Partnerships lead to success in Seattle
Partnerships lead to success in Seattle
A few years ago, Seattle’s King County TB control program found itself confronting the same situation that faces cities like Boston today: When it came to providing services to the city’s foreign-born communities, the work that TB controllers were doing was good but they simply weren’t doing enough.
"We could feel good about the 1,000 patients we could reach," says Charles Nolan, MD, King County chief of TB Control. "But the numbers were so big that we could ratchet up our program as hard as we could and still barely make a dent in the need."
Seattle’s approach to that challenge has been to form partnerships with community-based organizations that serve the foreign-born, providing backup and support to those agencies while letting them do much of the actual work.
"Our approach has mainly been to increase the interest level on the part of community health centers and clinics," he says. "Typically, we provide the medications, the protocols for the correct use of isoniazid, X-ray services if needed, provider education, patient educational materials, and convenient consultations."
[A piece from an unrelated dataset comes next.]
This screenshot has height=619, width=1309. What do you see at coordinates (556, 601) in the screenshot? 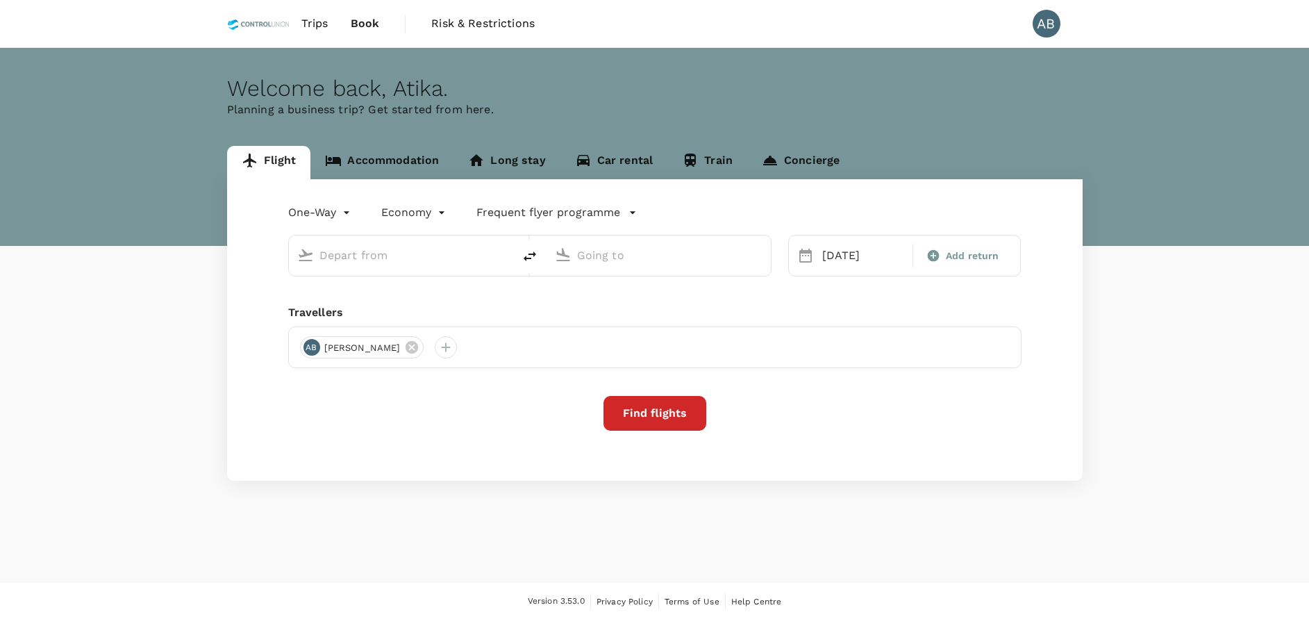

It’s a big job for a community clinic to take on, Nolan adds, and over the years has proven to work better in some situations than others.
One success story involves the International District Community Health Center, which provides health care mainly to Asians and Pacific Islanders. With encouragement from Nolan’s division and a small grant supplied by a West Coast-based advocacy organization, the health care center began to devote some staff time to tracking patients — making sure that those who came in for skin testing returned to have their tests read or contacting patients who failed to come in for their isoniazid refills and encouraging them to come back.
Nolan credits the project’s success mainly to the sense of dedication and the strong commitment to serve the rest of the community that he sees among staff members at the health center. "There’s really a remarkable quality of leadership there," he says.
"They truly believe that whether you’re immunizing a child or picking up a latent TB infection, you’re doing a service not just to the person sitting in front of you, but to the whole community," Nolan explains.
Things don’t always go that smoothly, he adds. "We’ve had other [partners] we’ve worked with who’ve finally said to us, Look, this is your job, not ours. You’re the people who do TB.’"
Even so, TB control departments all need to be doing more of this kind of partnering, Nolan says. "I read on a conference poster recently that over the last seven years, Los Angeles has partnered with six or eight organizations and started 40,000 people on preventive therapy," he says.
"They can bury the rest of us with their numbers, but we all need the support of our neighbors. The more help we can get from the community, the better off we are," Nolan adds.